[lbo-talk] Congestion pricing may not hurt the poor, study finds

Max B. Sawicky sawicky at verizon.net
Tue Sep 2 09:38:24 PDT 2008


Dmytri Kleiner wrote:
> I recall one economist did some study in this area and concluded that
> public transit should be free at all but peek time. If you recall, can you
> remind me who that was?

It might have been my pal Elliott Sclar, one of the founding members of URPE. He's at Columbia Univ.


> Also, it should be noted that using "user fees" to finance capital
> expenditure of transit is misplaced anyway, it is not the rider who is the
> economic beneficiary of transit, but the land owner who's location rents
> capture the investment in transit. The "free rider" is not the one riding.

More broadly, land rent can be taxed to a fare thee well for anything, not just transit. The rider's net benefit depends on the fare. In the standard theory, of course, the inframarginal riders get some premium over the fare. In practice, increased property tax revenues accrue from transit development, though I doubt you see any special levies. They might be illegal. There are cases -- I think -- where the government gets greater benefit because it owns property near a station and rents it out.


> IMO, fees should only be used against congestion, capital financing should
> come from value capture or land value taxation. Not even a big fan of
> general taxation as a source of such financing since that amounts to a
> transfer of wealth from the general public to land owners (as usual).

I agree capital outlays need not come from fares, though as I said there are models where the proceeds of congestion charges equal the amount of optimal capacity expansion.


Across the following data, state how many lines include the word "every". Provide the number alone.

| Source material |

● ● ● ● ● ● ●

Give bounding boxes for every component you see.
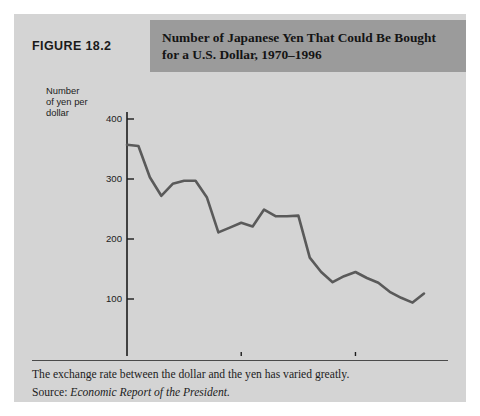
y-tick-label: 200 <box>106 233 122 244</box>
source-label: Source: <box>32 386 67 399</box>
y-tick-label: 300 <box>106 173 122 184</box>
y-axis-title-line: dollar <box>46 107 69 118</box>
y-tick-label: 400 <box>106 113 122 124</box>
figure-caption: The exchange rate between the dollar and… <box>32 366 452 384</box>
figure-title-band: Number of Japanese Yen That Could Be Bou… <box>150 20 466 72</box>
x-axis-ticks <box>241 352 355 356</box>
figure-label: FIGURE 18.2 <box>32 39 111 53</box>
y-tick-label: 100 <box>106 293 122 304</box>
footer-divider <box>32 360 448 361</box>
chart-plot-area: Numberof yen perdollar 0100200300400 197… <box>14 76 466 356</box>
figure-panel: FIGURE 18.2 Number of Japanese Yen That … <box>14 14 466 402</box>
figure-label-box: FIGURE 18.2 <box>14 20 150 72</box>
data-series-line <box>127 145 424 303</box>
y-axis-title: Numberof yen perdollar <box>46 85 88 118</box>
y-axis-title-line: Number <box>46 85 79 96</box>
line-chart: Numberof yen perdollar 0100200300400 197… <box>14 76 466 356</box>
y-axis-title-line: of yen per <box>46 96 88 107</box>
figure-header: FIGURE 18.2 Number of Japanese Yen That … <box>14 20 466 72</box>
figure-source: Source: Economic Report of the President… <box>32 384 452 402</box>
y-tick-label: 0 <box>117 353 122 356</box>
source-title: Economic Report of the President. <box>70 386 230 399</box>
figure-title: Number of Japanese Yen That Could Be Bou… <box>162 29 452 63</box>
y-axis-tick-labels: 0100200300400 <box>106 113 122 356</box>
figure-footer: The exchange rate between the dollar and… <box>32 366 452 402</box>
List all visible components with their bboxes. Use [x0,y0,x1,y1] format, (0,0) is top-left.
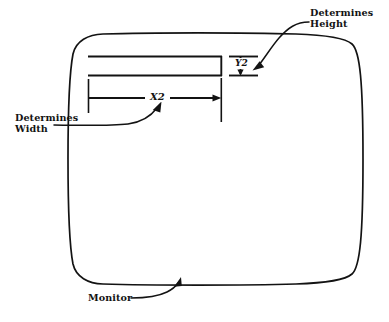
monitor-bezel-outline [68,33,363,285]
width-dimension-label: X2 [147,91,168,102]
monitor-dimension-diagram: Determines Height Determines Width Monit… [0,0,389,322]
monitor-label: Monitor [88,292,132,303]
determines-height-leader-group [253,22,310,71]
width-right-arrowhead [213,95,222,102]
monitor-leader-group [131,277,182,298]
monitor-arrowhead [174,277,182,287]
screen-bar-rectangle [88,56,222,76]
determines-height-leader-line [259,22,309,65]
diagram-canvas [0,0,389,322]
determines-height-label: Determines Height [310,7,373,30]
height-dimension-label: Y2 [234,58,249,68]
determines-height-arrowhead [253,61,265,70]
determines-width-label: Determines Width [15,112,78,135]
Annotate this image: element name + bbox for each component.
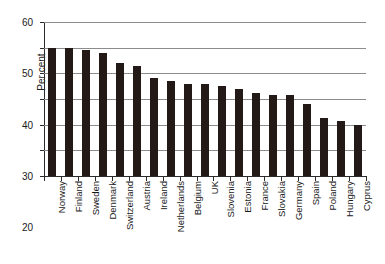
bar [303, 104, 311, 176]
bar [235, 89, 243, 176]
bar [337, 121, 345, 176]
x-axis-label: UK [209, 181, 220, 194]
bar [150, 78, 158, 176]
y-tick-label: 60 [22, 17, 33, 28]
x-axis-line [44, 176, 366, 177]
x-axis-label: Ireland [158, 181, 169, 210]
x-axis-label: Switzerland [124, 181, 135, 230]
y-tick-label: 50 [22, 68, 33, 79]
x-axis-label: Cyprus [361, 181, 372, 211]
bar [82, 50, 90, 176]
x-axis-label: France [259, 181, 270, 211]
y-tick-label: 30 [22, 171, 33, 182]
x-axis-label: Netherlands [175, 181, 186, 232]
bar [252, 93, 260, 176]
bar [184, 84, 192, 176]
bars-layer [44, 22, 366, 176]
x-axis-label: Austria [141, 181, 152, 211]
bar [218, 86, 226, 176]
x-axis-label: Estonia [242, 181, 253, 213]
bar [320, 118, 328, 176]
x-axis-label: Norway [56, 181, 67, 213]
bar [99, 53, 107, 176]
x-axis-label: Spain [310, 181, 321, 205]
y-tick-label: 20 [22, 222, 33, 233]
x-axis-label: Poland [327, 181, 338, 211]
bar [201, 84, 209, 176]
plot-area: 0102030405060 [44, 22, 366, 176]
bar [354, 125, 362, 176]
bar [116, 63, 124, 176]
x-axis-label: Slovakia [276, 181, 287, 217]
x-axis-label: Germany [293, 181, 304, 220]
x-axis-label: Hungary [344, 181, 355, 217]
x-axis-label: Sweden [90, 181, 101, 215]
x-axis-label: Slovenia [225, 181, 236, 217]
bar [269, 95, 277, 176]
bar [48, 48, 56, 176]
bar-chart-figure: Per cent 0102030405060 NorwayFinlandSwed… [0, 0, 385, 264]
bar [65, 48, 73, 176]
y-tick-label: 40 [22, 119, 33, 130]
x-axis-label: Denmark [107, 181, 118, 220]
bar [286, 95, 294, 176]
x-axis-category-labels: NorwayFinlandSwedenDenmarkSwitzerlandAus… [44, 181, 366, 263]
bar [167, 81, 175, 176]
bar [133, 66, 141, 176]
x-axis-label: Finland [73, 181, 84, 212]
x-axis-label: Belgium [192, 181, 203, 215]
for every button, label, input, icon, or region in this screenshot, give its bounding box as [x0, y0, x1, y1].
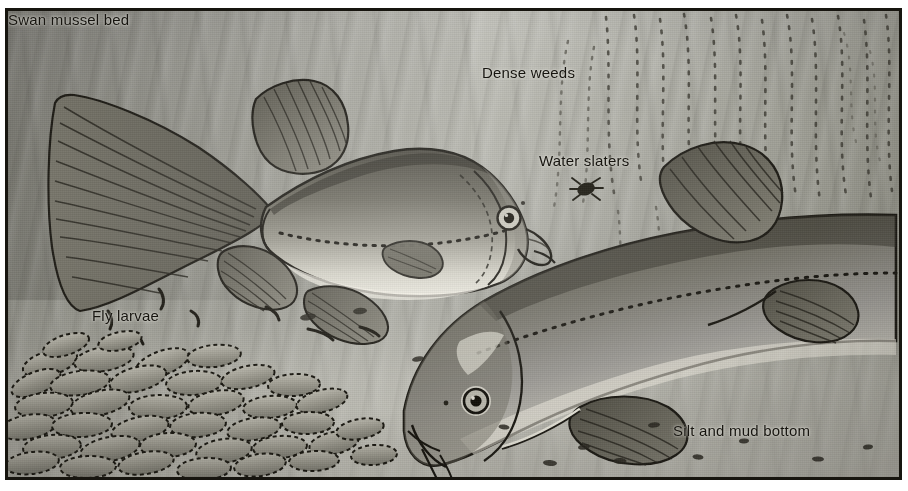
illustration-plate: Dense weeds Water slaters Fly larvae Swa…: [0, 0, 908, 491]
label-water-slaters: Water slaters: [539, 152, 629, 169]
plate-frame: Dense weeds Water slaters Fly larvae Swa…: [5, 8, 902, 480]
plate-vignette: [8, 11, 899, 477]
label-dense-weeds: Dense weeds: [482, 64, 575, 81]
label-swan-mussel-bed: Swan mussel bed: [8, 11, 129, 28]
plate-canvas: Dense weeds Water slaters Fly larvae Swa…: [8, 11, 899, 477]
label-fly-larvae: Fly larvae: [92, 307, 159, 324]
label-silt-and-mud-bottom: Silt and mud bottom: [673, 422, 810, 439]
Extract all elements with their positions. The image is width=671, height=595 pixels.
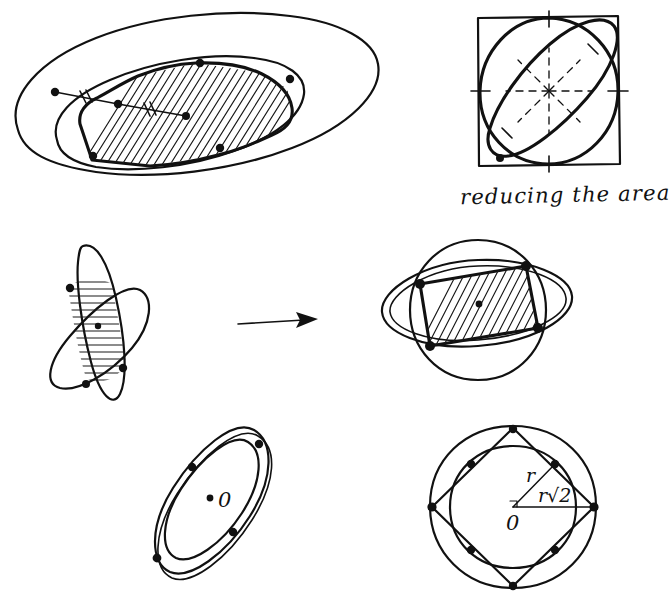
figure-transformation-arrow <box>232 300 328 344</box>
tick-mark <box>588 44 598 54</box>
marked-point <box>496 154 504 162</box>
marked-point <box>51 88 59 96</box>
marked-point <box>216 144 224 152</box>
center-point <box>95 323 101 329</box>
marked-point <box>182 112 190 120</box>
figure-round-and-flat-ellipse-overlap <box>378 232 578 388</box>
caption-reducing-the-area: reducing the area <box>460 181 671 209</box>
marked-point <box>467 460 475 468</box>
convex-hull-region <box>60 40 392 200</box>
figure-circle-square-circumscribed: r r√2 0 <box>418 420 608 595</box>
arrow-shaft <box>238 320 304 324</box>
center-point <box>207 495 214 502</box>
tick-mark <box>502 128 512 138</box>
marked-point <box>427 502 436 511</box>
label-radius-r-root2: r√2 <box>538 484 571 506</box>
marked-point <box>229 528 237 536</box>
marked-point <box>415 279 425 289</box>
marked-point <box>425 341 435 351</box>
marked-point <box>533 323 543 333</box>
center-point <box>476 301 483 308</box>
tick-mark <box>86 90 92 102</box>
marked-point <box>82 380 90 388</box>
marked-point <box>89 152 97 160</box>
figure-square-circle-tilted-ellipse <box>462 6 637 178</box>
tick-mark <box>150 102 156 115</box>
marked-point <box>286 75 294 83</box>
marked-point <box>114 100 122 108</box>
marked-point <box>188 463 196 471</box>
lens-region <box>50 282 140 380</box>
label-radius-r: r <box>526 464 537 486</box>
marked-point <box>153 554 162 563</box>
segment-left <box>55 92 118 104</box>
figure-two-crossed-narrow-ellipses <box>30 232 220 412</box>
marked-point <box>551 460 559 468</box>
marked-point <box>509 582 517 590</box>
marked-point <box>589 502 598 511</box>
marked-point <box>196 59 204 67</box>
center-label: 0 <box>218 488 231 512</box>
marked-point <box>119 364 127 372</box>
marked-point <box>66 284 74 292</box>
center-label: 0 <box>506 511 519 535</box>
marked-point <box>551 546 559 554</box>
marked-point <box>509 425 517 433</box>
marked-point <box>255 440 263 448</box>
dashed-radial-spokes <box>506 48 592 134</box>
figure-nested-tilted-ellipses: 0 <box>122 420 312 592</box>
outer-ellipse <box>16 13 379 175</box>
marked-point <box>521 261 531 271</box>
figure-ellipse-with-inscribed-convex-hull <box>0 0 400 200</box>
marked-point <box>467 546 475 554</box>
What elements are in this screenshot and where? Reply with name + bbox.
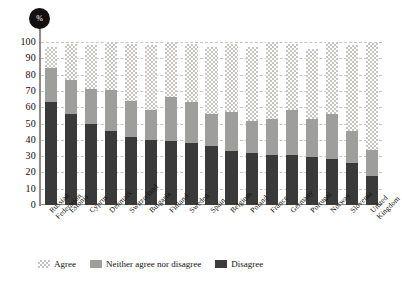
y-tick-label: 100 (8, 37, 36, 47)
bar-segment-agree[interactable] (346, 45, 358, 131)
legend-item[interactable]: Agree (38, 259, 76, 269)
bar-group[interactable] (145, 42, 157, 205)
bar-segment-disagree[interactable] (366, 176, 378, 205)
bar-segment-agree[interactable] (145, 45, 157, 110)
bar-segment-agree[interactable] (125, 44, 137, 101)
bar-segment-agree[interactable] (246, 47, 258, 121)
bar-segment-agree[interactable] (85, 45, 97, 89)
bar-segment-neither-agree-nor-disagree[interactable] (125, 101, 137, 137)
bar-segment-agree[interactable] (65, 44, 77, 81)
bar-segment-neither-agree-nor-disagree[interactable] (85, 89, 97, 123)
legend-swatch-icon (215, 260, 227, 268)
plot-area (41, 42, 382, 205)
bar-segment-agree[interactable] (45, 47, 57, 68)
y-tick-label: 60 (8, 102, 36, 112)
bar-group[interactable] (45, 42, 57, 205)
bar-segment-disagree[interactable] (165, 141, 177, 205)
bar-segment-disagree[interactable] (125, 137, 137, 205)
legend-item[interactable]: Disagree (215, 259, 263, 269)
bar-segment-disagree[interactable] (346, 163, 358, 205)
y-tick-label: 10 (8, 184, 36, 194)
bar-group[interactable] (246, 42, 258, 205)
bar-segment-neither-agree-nor-disagree[interactable] (246, 121, 258, 153)
bar-segment-disagree[interactable] (306, 157, 318, 205)
bar-segment-disagree[interactable] (145, 140, 157, 205)
bar-segment-disagree[interactable] (326, 159, 338, 205)
chart-legend: AgreeNeither agree nor disagreeDisagree (38, 258, 271, 270)
bar-segment-disagree[interactable] (225, 151, 237, 205)
bar-segment-agree[interactable] (185, 44, 197, 103)
bar-segment-neither-agree-nor-disagree[interactable] (306, 119, 318, 156)
y-tick-label: 40 (8, 135, 36, 145)
percent-unit-badge: % (29, 8, 50, 29)
bar-segment-neither-agree-nor-disagree[interactable] (205, 114, 217, 147)
bar-group[interactable] (165, 42, 177, 205)
y-axis-tick-labels: 0102030405060708090100 (8, 0, 36, 284)
bar-group[interactable] (366, 42, 378, 205)
bar-segment-agree[interactable] (225, 44, 237, 112)
bar-segment-agree[interactable] (286, 44, 298, 110)
y-tick-label: 90 (8, 53, 36, 63)
bar-segment-disagree[interactable] (286, 155, 298, 205)
bar-segment-disagree[interactable] (205, 146, 217, 205)
bar-group[interactable] (266, 42, 278, 205)
bar-group[interactable] (306, 42, 318, 205)
bar-segment-disagree[interactable] (266, 155, 278, 205)
bar-segment-agree[interactable] (266, 42, 278, 119)
bar-group[interactable] (346, 42, 358, 205)
bar-group[interactable] (286, 42, 298, 205)
bar-segment-agree[interactable] (306, 49, 318, 119)
bar-segment-disagree[interactable] (105, 131, 117, 205)
legend-swatch-icon (38, 260, 50, 268)
bar-segment-agree[interactable] (105, 42, 117, 90)
y-tick-label: 30 (8, 151, 36, 161)
y-tick-label: 20 (8, 167, 36, 177)
bar-segment-agree[interactable] (205, 47, 217, 114)
bar-segment-disagree[interactable] (246, 153, 258, 205)
bar-group[interactable] (125, 42, 137, 205)
bar-segment-neither-agree-nor-disagree[interactable] (165, 97, 177, 140)
y-tick-label: 70 (8, 86, 36, 96)
bar-group[interactable] (225, 42, 237, 205)
legend-label: Neither agree nor disagree (106, 259, 201, 269)
bar-segment-neither-agree-nor-disagree[interactable] (286, 110, 298, 156)
bar-group[interactable] (205, 42, 217, 205)
bar-group[interactable] (326, 42, 338, 205)
legend-label: Disagree (231, 259, 263, 269)
bar-segment-disagree[interactable] (65, 114, 77, 205)
bar-segment-disagree[interactable] (85, 124, 97, 206)
bar-segment-disagree[interactable] (185, 143, 197, 205)
bar-group[interactable] (85, 42, 97, 205)
bar-segment-neither-agree-nor-disagree[interactable] (225, 112, 237, 151)
legend-label: Agree (54, 259, 76, 269)
bar-segment-neither-agree-nor-disagree[interactable] (65, 80, 77, 113)
bar-segment-agree[interactable] (165, 42, 177, 97)
legend-swatch-icon (90, 260, 102, 268)
y-tick-label: 80 (8, 70, 36, 80)
bar-segment-neither-agree-nor-disagree[interactable] (366, 150, 378, 176)
legend-item[interactable]: Neither agree nor disagree (90, 259, 201, 269)
bar-segment-neither-agree-nor-disagree[interactable] (105, 90, 117, 131)
bar-segment-agree[interactable] (366, 43, 378, 151)
bar-segment-neither-agree-nor-disagree[interactable] (145, 110, 157, 139)
y-tick-label: 50 (8, 119, 36, 129)
bar-group[interactable] (65, 42, 77, 205)
bar-segment-neither-agree-nor-disagree[interactable] (185, 102, 197, 143)
bar-segment-neither-agree-nor-disagree[interactable] (326, 114, 338, 160)
bar-group[interactable] (185, 42, 197, 205)
bar-segment-disagree[interactable] (45, 102, 57, 205)
bar-segment-neither-agree-nor-disagree[interactable] (266, 119, 278, 155)
bar-segment-agree[interactable] (326, 42, 338, 114)
bar-group[interactable] (105, 42, 117, 205)
bar-segment-neither-agree-nor-disagree[interactable] (45, 68, 57, 102)
bar-segment-neither-agree-nor-disagree[interactable] (346, 131, 358, 164)
y-tick-label: 0 (8, 200, 36, 210)
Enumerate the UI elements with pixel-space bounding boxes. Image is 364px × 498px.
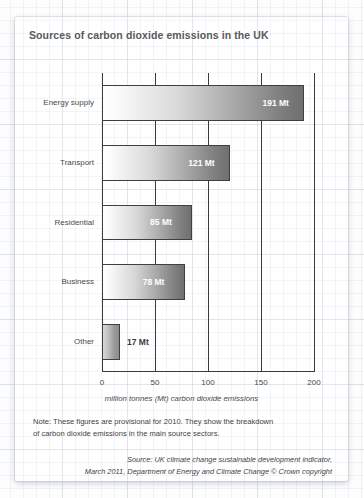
- x-tick-label-150: 150: [241, 378, 281, 387]
- x-tick-100: [208, 73, 209, 78]
- chart-source-line-1: Source: UK climate change sustainable de…: [33, 454, 332, 466]
- chart-note: Note: These figures are provisional for …: [33, 416, 332, 439]
- x-tick-0: [102, 73, 103, 78]
- category-label-residential: Residential: [25, 218, 94, 227]
- bar-value-label: 121 Mt: [188, 158, 214, 168]
- chart-note-line-2: of carbon dioxide emissions in the main …: [33, 428, 332, 440]
- gridline-200: [314, 73, 315, 372]
- bar-value-label: 191 Mt: [262, 98, 288, 108]
- bar-row: 17 Mt: [102, 324, 314, 360]
- x-axis-title: million tonnes (Mt) carbon dioxide emiss…: [15, 394, 348, 403]
- chart-note-line-1: Note: These figures are provisional for …: [33, 416, 332, 428]
- x-tick-label-200: 200: [294, 378, 334, 387]
- bar-value-label: 78 Mt: [143, 277, 165, 287]
- bar-residential[interactable]: [102, 205, 192, 241]
- bar-row: 85 Mt: [102, 205, 314, 241]
- chart-source-line-2: March 2011, Department of Energy and Cli…: [33, 466, 332, 478]
- x-tick-150: [261, 73, 262, 78]
- x-tick-50: [155, 73, 156, 78]
- x-tick-200: [314, 73, 315, 78]
- chart-source: Source: UK climate change sustainable de…: [33, 454, 332, 477]
- chart-title: Sources of carbon dioxide emissions in t…: [29, 29, 269, 41]
- bar-value-label: 85 Mt: [150, 217, 172, 227]
- bar-row: 191 Mt: [102, 85, 314, 121]
- x-tick-label-100: 100: [188, 378, 228, 387]
- category-label-energy-supply: Energy supply: [25, 98, 94, 107]
- bar-row: 121 Mt: [102, 145, 314, 181]
- bar-chart-plot-area: 191 Mt121 Mt85 Mt78 Mt17 Mt: [102, 73, 314, 372]
- bar-value-label: 17 Mt: [127, 337, 149, 347]
- category-label-transport: Transport: [25, 158, 94, 167]
- category-label-business: Business: [25, 277, 94, 286]
- x-tick-label-50: 50: [135, 378, 175, 387]
- chart-card: Sources of carbon dioxide emissions in t…: [15, 17, 348, 481]
- x-tick-label-0: 0: [82, 378, 122, 387]
- bar-other[interactable]: [102, 324, 120, 360]
- category-label-other: Other: [25, 337, 94, 346]
- bar-row: 78 Mt: [102, 264, 314, 300]
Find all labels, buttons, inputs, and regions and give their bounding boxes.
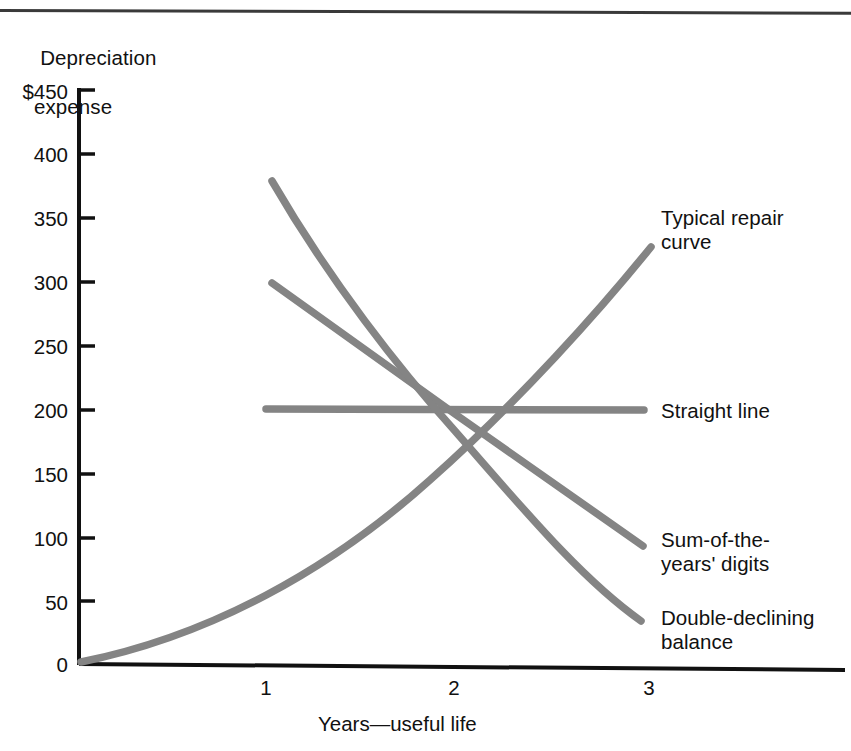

● ● ● ● ● ● ●

| Answer for the task |
2